November 9, 2005
The Media and the Unhinged Marine
By Michelle
Malkin
Former Marine
Staff Sgt. Jimmy Massey was the liberal media's dream come true:
An anti-war Iraq veteran who came forward to publicly lambaste
the Bush administration and accuse American troops of murdering
innocent civilians.
Jimmy Massey
was Michael Moore, Cindy Sheehan and John Kerry all wrapped up
into one tidy, soundbite-friendly package -- a poster boy for
peace topped off by a military uniform and tattoos to boot. But
like a lot of the agitators who pose as well-meaning, good-faith
peace activists, Jimmy Massey was something else:
A complete
fraud.
Massey,
who was discharged from the Marines after being diagnosed with
post-traumatic stress syndrome, told harrowing, graphic tales
of American troops committing "genocide" against Iraqis.
In an interview published in the Sacramento Bee last
year, Massey claimed he and his fellow Marines used "M-16s
[and] 50-cal. machine guns" to shoot at children and peaceful
demonstrators. The Washington Post reported (in the loosest
sense of the word) on Massey's December 2004 sworn testimony at
a Canadian asylum hearing for U.S. Army deserter Jeremy Hinzman:
During
one 48-hour period, Massey said under oath, his platoon set
up roadblocks and killed "30-plus" civilians . . .
"I
don't know if the Iraqi people thought we were celebrating their
newfound freedom. But I do know we killed innocent civilians,"
Massey said. In one case, the driver of a car leaped out with
his hands up. "But we kept firing. We killed him,"
Massey said. In another case, he and other Marines shot and
killed four protesters near a checkpoint after a single incoming
gunshot from an unknown source, he said. None of the protesters
was found with arms.
Just last
month, the Associated Press published an article on Massey's new
book, "Kill, Kill, Kill," published in France, which
recycled these anti-American smears. The sympathetic AP piece
included a perfunctory denial of Massey's charges by the Pentagon
and no independent corroboration:
"Marines
who heard a gunshot fired upon 10 Iraqi demonstrators shouting
anti-U.S. slogans and wielding banners saying 'Go Home' near
the sprawling Al-Rashid military complex southeast of the city
center. All but one of the demonstrators were killed, said Massey,
who estimated he himself fired about 12 shots . . . "
Last spring,
skeptical bloggers first questioned Massey's hyperbolic, Winter
Soldier-esque tales. Justin Katz, a Rhode Island writer and publisher
of Dust in the Light,
wrote in May 2004 after examining Massey's incredulous claims
of being ordered to massacre children and use "ICBMs"
(sic): "This is how the anti-war forces seek to defeat the
U.S. military. Seeping from conspiratorial Web sites and foreign
anti-American rags into the mainstream consciousness like leech-filled
swamp water rising through the floor boards, the level of conceivability
for accusations notches up as time goes on. . . . [T]hose who
enable, promote, and lend credibility to this propaganda assault
must be faced and stared down this time around the historical
cycle."
Miraculously,
a lone member of the mainstream media answered the call. Last
weekend, St. Louis Post-Dispatch reporter Ron Harris,
who was embedded with Massey's unit in Iraq, published a devastating
debunking of the crackpot legends of Jimmy Massey. Harris detailed
how Massey misled reporters, backtracked from allegations about
witnessing a tractor-trailer filled with dead Iraqi civilians
he claimed were killed by American artillery, and habitually embellished
and altered his uncorroborated accounts of alleged military atrocities
in the press and in public speeches.
The response
of Harris's colleagues who were duped by Massey? Mostly, a collective
shrug. I e-mailed a reporter from The Washington Post
asking if he would follow up. No response. A USA Today
reporter told me he had no plans to do so. And I spoke with David
Holwerk, editorial page editor of the Sacramento Bee,
which ran a lengthy freelance interview of Massey by an anti-war
activist. "I don't know what we're planning to do,"
Holwerk said.
Harris noted
in a television interview that Massey continues to sell books
and DVDs that smear our troops. "[I]t's been profitable for
Jimmy Massey to keep telling this lie," he said.
Apparently,
despite the newspaper industry's plunging circulation figures
and credibility, Massey's media enablers believe the same thing.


*EXERCISE BRIEF*
Search the material for the word "clock" and copy each line that holds it.

━━━━━━━━━━━━━━━━━━━━━━━━━━━━━━

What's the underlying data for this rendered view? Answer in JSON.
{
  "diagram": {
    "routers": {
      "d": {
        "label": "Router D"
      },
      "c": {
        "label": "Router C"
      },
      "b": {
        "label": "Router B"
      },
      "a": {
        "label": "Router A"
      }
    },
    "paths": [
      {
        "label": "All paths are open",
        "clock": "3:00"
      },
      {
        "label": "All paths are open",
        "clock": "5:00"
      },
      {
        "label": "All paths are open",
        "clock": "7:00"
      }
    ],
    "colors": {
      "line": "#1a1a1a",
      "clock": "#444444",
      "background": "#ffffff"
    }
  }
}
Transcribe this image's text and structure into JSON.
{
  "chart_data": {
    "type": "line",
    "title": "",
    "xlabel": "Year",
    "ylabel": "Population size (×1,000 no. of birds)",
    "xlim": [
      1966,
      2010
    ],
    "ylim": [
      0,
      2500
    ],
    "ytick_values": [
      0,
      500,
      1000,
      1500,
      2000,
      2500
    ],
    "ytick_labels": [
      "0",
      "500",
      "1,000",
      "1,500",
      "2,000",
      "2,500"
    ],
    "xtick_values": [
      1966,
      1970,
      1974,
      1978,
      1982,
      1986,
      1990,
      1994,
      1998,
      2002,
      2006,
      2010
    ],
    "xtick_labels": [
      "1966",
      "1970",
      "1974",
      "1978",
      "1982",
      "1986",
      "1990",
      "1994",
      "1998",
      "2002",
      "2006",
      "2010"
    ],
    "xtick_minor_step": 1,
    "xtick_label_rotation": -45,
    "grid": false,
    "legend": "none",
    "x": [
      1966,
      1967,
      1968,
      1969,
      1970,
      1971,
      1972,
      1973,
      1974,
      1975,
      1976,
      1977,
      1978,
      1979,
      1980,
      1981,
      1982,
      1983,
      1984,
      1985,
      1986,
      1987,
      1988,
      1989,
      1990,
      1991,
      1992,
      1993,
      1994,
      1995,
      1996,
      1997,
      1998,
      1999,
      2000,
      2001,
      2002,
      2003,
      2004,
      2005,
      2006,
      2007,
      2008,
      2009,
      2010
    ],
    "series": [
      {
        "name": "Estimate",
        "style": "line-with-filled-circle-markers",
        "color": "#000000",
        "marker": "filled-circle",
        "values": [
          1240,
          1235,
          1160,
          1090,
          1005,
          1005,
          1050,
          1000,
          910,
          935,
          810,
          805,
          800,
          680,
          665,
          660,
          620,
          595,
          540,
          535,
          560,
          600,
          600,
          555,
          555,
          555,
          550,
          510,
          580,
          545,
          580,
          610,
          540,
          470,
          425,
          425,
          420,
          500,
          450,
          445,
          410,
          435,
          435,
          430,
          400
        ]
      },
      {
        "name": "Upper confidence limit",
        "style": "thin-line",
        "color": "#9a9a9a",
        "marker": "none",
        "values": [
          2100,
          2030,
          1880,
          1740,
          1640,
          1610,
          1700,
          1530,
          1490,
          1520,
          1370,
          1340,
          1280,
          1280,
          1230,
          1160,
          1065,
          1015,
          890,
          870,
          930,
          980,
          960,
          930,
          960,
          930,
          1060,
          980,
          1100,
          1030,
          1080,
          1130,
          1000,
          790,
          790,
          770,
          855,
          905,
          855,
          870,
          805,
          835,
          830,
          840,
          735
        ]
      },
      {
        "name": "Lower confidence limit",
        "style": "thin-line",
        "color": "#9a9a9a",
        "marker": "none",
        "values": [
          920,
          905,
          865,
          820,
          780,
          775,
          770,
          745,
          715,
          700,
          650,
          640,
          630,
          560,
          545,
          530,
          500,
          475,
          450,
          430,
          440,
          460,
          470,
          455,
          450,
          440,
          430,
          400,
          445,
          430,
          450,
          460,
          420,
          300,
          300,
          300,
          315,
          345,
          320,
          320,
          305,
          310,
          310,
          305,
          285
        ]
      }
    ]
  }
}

━━━━━━━━━━━━━━━━━━━━━━━━━━━━━━

*WRITTEN SOLUTION*
        "clock": "3:00"
        "clock": "5:00"
        "clock": "7:00"
      "clock": "#444444",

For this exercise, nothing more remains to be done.